The Call of Duty: Warzone community of players has witnessed how on January 4, Activision filed a major lawsuit against the German company alleging that its attacks had resulted in “millions of dollars” in damages, which is generating a great deal of damage. controversy in the industry.
Something that strikes us as quite curious is that the news of the lawsuit had a ripple effect on the entire cheating industry and competitor Cynical Software announced that it would no longer sell Call of Duty-related hacks at the risk of being sued.
While it would appear that the lawsuit targets, EngineOwning, would also quickly go out of business, this is not the case at all. On the contrary, they are doing the opposite and are putting pressure on Activision.
EngineOwning Revamps CoD Hacks Amid Lawsuit
On January 6, the infamous hacking company announced that their Vanguard hack had been updated and was now working again. Although it’s unclear how well the hack is selling given that Vanguard has the same number of Twitch viewers as literally sleeping people.
Interestingly, in a customer service sample (because cheat providers are smart businessmen too, we assume) they compensated subscribers by adding eight bonus days to active subscriptions.
Additionally, EO said they have updates in the works for the spoofing software to prevent active users from being banned by Activison’s new anti-cheat Ricochet.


■ **WHAT YOU HAVE TO DO**
Print the entries below in their entirety, exactly as they are written.

(Phrase grounding data)

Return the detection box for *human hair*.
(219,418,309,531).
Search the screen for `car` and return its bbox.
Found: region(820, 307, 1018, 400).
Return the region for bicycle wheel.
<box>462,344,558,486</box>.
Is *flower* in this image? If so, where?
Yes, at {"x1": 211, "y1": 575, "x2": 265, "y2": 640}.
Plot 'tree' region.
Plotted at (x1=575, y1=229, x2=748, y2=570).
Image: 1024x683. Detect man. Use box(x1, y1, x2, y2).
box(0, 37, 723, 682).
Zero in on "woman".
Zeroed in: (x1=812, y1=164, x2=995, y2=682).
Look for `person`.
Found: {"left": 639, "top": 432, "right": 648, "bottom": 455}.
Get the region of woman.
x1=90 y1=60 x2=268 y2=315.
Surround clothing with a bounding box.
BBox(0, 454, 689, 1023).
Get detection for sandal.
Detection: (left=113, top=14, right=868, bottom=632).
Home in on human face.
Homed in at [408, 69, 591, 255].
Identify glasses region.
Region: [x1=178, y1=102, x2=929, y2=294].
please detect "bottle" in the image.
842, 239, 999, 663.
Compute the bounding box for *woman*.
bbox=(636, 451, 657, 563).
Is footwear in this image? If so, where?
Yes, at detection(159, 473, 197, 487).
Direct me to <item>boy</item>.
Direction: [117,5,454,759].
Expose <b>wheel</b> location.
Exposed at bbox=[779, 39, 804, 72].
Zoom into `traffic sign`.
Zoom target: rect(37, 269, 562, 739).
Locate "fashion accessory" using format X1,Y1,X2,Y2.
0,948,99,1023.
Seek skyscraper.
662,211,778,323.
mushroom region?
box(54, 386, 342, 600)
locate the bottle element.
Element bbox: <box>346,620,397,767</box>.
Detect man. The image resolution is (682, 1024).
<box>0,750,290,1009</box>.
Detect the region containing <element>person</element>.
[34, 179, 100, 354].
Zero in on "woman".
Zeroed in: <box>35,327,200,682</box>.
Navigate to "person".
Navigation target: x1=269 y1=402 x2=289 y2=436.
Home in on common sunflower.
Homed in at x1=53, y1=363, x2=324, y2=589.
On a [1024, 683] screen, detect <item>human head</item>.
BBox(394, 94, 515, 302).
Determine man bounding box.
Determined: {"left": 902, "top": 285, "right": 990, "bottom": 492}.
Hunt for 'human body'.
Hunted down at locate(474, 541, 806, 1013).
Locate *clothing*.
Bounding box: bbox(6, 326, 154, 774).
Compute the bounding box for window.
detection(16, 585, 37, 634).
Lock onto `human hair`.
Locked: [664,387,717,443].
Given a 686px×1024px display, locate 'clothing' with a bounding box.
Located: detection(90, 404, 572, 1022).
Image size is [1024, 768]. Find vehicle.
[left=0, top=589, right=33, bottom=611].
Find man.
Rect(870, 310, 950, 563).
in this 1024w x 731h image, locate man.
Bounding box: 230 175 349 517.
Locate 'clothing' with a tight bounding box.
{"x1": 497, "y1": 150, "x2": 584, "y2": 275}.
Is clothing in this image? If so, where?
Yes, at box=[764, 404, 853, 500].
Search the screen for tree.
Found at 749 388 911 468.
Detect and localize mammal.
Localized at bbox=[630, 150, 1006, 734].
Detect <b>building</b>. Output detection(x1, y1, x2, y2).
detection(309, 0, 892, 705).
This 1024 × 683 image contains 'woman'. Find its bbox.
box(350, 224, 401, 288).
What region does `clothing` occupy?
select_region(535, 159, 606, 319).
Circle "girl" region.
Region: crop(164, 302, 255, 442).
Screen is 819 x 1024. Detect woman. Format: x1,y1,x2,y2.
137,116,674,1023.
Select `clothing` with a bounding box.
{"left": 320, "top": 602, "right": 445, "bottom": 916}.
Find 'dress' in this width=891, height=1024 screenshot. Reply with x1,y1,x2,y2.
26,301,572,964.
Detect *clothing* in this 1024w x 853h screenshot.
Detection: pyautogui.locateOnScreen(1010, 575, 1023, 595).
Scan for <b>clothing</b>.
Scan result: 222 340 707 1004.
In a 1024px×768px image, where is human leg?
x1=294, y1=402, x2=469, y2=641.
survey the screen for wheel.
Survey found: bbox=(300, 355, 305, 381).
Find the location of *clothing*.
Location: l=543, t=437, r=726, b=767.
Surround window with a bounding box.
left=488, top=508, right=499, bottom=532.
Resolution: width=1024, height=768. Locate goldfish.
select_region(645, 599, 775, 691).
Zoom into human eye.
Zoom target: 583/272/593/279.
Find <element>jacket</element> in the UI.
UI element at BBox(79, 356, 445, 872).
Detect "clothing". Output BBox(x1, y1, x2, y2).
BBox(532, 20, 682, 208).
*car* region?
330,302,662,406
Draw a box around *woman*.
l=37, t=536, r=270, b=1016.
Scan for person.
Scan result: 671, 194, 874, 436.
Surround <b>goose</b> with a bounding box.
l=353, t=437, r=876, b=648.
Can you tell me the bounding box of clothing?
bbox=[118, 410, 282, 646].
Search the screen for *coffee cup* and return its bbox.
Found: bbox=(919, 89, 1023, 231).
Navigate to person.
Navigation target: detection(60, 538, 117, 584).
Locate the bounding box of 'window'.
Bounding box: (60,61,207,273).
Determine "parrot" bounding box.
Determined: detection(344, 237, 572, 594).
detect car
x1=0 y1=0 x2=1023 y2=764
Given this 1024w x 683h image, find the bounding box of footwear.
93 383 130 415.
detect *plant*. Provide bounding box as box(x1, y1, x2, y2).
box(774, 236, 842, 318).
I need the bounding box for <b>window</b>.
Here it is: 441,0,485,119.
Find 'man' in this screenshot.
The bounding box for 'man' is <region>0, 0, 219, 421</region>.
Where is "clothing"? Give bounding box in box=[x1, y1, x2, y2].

■ **REPLY TO THE TASK**
Return the detection box for *human hair*.
(219,418,309,531).
Search the screen for `car` and return its bbox.
Found: region(820, 307, 1018, 400).
Return the region for bicycle wheel.
<box>462,344,558,486</box>.
Is *flower* in this image? If so, where?
Yes, at {"x1": 211, "y1": 575, "x2": 265, "y2": 640}.
Plot 'tree' region.
Plotted at (x1=575, y1=229, x2=748, y2=570).
Image: 1024x683. Detect man. Use box(x1, y1, x2, y2).
box(0, 37, 723, 682).
Zero in on "woman".
Zeroed in: (x1=812, y1=164, x2=995, y2=682).
Look for `person`.
Found: {"left": 639, "top": 432, "right": 648, "bottom": 455}.
Get the region of woman.
x1=90 y1=60 x2=268 y2=315.
Surround clothing with a bounding box.
BBox(0, 454, 689, 1023).
Get detection for sandal.
Detection: (left=113, top=14, right=868, bottom=632).
Home in on human face.
Homed in at [408, 69, 591, 255].
Identify glasses region.
Region: [x1=178, y1=102, x2=929, y2=294].
please detect "bottle" in the image.
842, 239, 999, 663.
Compute the bounding box for *woman*.
bbox=(636, 451, 657, 563).
Is footwear in this image? If so, where?
Yes, at detection(159, 473, 197, 487).
Direct me to <item>boy</item>.
Direction: [117,5,454,759].
Expose <b>wheel</b> location.
Exposed at bbox=[779, 39, 804, 72].
Zoom into `traffic sign`.
Zoom target: rect(37, 269, 562, 739).
Locate "fashion accessory" using format X1,Y1,X2,Y2.
0,948,99,1023.
Seek skyscraper.
662,211,778,323.
mushroom region?
box(54, 386, 342, 600)
locate the bottle element.
Element bbox: <box>346,620,397,767</box>.
Detect man. The image resolution is (682, 1024).
<box>0,750,290,1009</box>.
Detect the region containing <element>person</element>.
[34, 179, 100, 354].
Zero in on "woman".
Zeroed in: <box>35,327,200,682</box>.
Navigate to "person".
Navigation target: x1=269 y1=402 x2=289 y2=436.
Home in on common sunflower.
Homed in at x1=53, y1=363, x2=324, y2=589.
On a [1024, 683] screen, detect <item>human head</item>.
BBox(394, 94, 515, 302).
Determine man bounding box.
Determined: {"left": 902, "top": 285, "right": 990, "bottom": 492}.
Hunt for 'human body'.
Hunted down at locate(474, 541, 806, 1013).
Locate *clothing*.
Bounding box: bbox(6, 326, 154, 774).
Compute the bounding box for window.
detection(16, 585, 37, 634).
Lock onto `human hair`.
Locked: [664,387,717,443].
Given a 686px×1024px display, locate 'clothing' with a bounding box.
Located: detection(90, 404, 572, 1022).
Image size is [1024, 768]. Find vehicle.
[left=0, top=589, right=33, bottom=611].
Find man.
Rect(870, 310, 950, 563).
in this 1024w x 731h image, locate man.
Bounding box: 230 175 349 517.
Locate 'clothing' with a tight bounding box.
{"x1": 497, "y1": 150, "x2": 584, "y2": 275}.
Is clothing in this image? If so, where?
Yes, at box=[764, 404, 853, 500].
Search the screen for tree.
Found at 749 388 911 468.
Detect and localize mammal.
Localized at bbox=[630, 150, 1006, 734].
Detect <b>building</b>. Output detection(x1, y1, x2, y2).
detection(309, 0, 892, 705).
This 1024 × 683 image contains 'woman'. Find its bbox.
box(350, 224, 401, 288).
What region does `clothing` occupy?
select_region(535, 159, 606, 319).
Circle "girl" region.
Region: crop(164, 302, 255, 442).
Screen is 819 x 1024. Detect woman. Format: x1,y1,x2,y2.
137,116,674,1023.
Select `clothing` with a bounding box.
{"left": 320, "top": 602, "right": 445, "bottom": 916}.
Find 'dress' in this width=891, height=1024 screenshot. Reply with x1,y1,x2,y2.
26,301,572,964.
Detect *clothing* in this 1024w x 853h screenshot.
Detection: pyautogui.locateOnScreen(1010, 575, 1023, 595).
Scan for <b>clothing</b>.
Scan result: 222 340 707 1004.
In a 1024px×768px image, where is human leg?
x1=294, y1=402, x2=469, y2=641.
survey the screen for wheel.
Survey found: bbox=(300, 355, 305, 381).
Find the location of *clothing*.
Location: l=543, t=437, r=726, b=767.
Surround window with a bounding box.
left=488, top=508, right=499, bottom=532.
Resolution: width=1024, height=768. Locate goldfish.
select_region(645, 599, 775, 691).
Zoom into human eye.
Zoom target: 583/272/593/279.
Find <element>jacket</element> in the UI.
UI element at BBox(79, 356, 445, 872).
Detect "clothing". Output BBox(x1, y1, x2, y2).
BBox(532, 20, 682, 208).
*car* region?
330,302,662,406
Draw a box around *woman*.
l=37, t=536, r=270, b=1016.
Scan for person.
Scan result: 671, 194, 874, 436.
Surround <b>goose</b> with a bounding box.
l=353, t=437, r=876, b=648.
Can you tell me the bounding box of clothing?
bbox=[118, 410, 282, 646].
Search the screen for *coffee cup* and return its bbox.
Found: bbox=(919, 89, 1023, 231).
Navigate to person.
Navigation target: detection(60, 538, 117, 584).
Locate the bounding box of 'window'.
Bounding box: (60,61,207,273).
Determine "parrot" bounding box.
Determined: detection(344, 237, 572, 594).
detect car
x1=0 y1=0 x2=1023 y2=764
Given this 1024w x 683h image, find the bounding box of footwear.
93 383 130 415.
detect *plant*. Provide bounding box as box(x1, y1, x2, y2).
box(774, 236, 842, 318).
I need the bounding box for <b>window</b>.
Here it is: 441,0,485,119.
Find 'man' in this screenshot.
The bounding box for 'man' is <region>0, 0, 219, 421</region>.
Where is "clothing"? Give bounding box in box=[x1, y1, x2, y2].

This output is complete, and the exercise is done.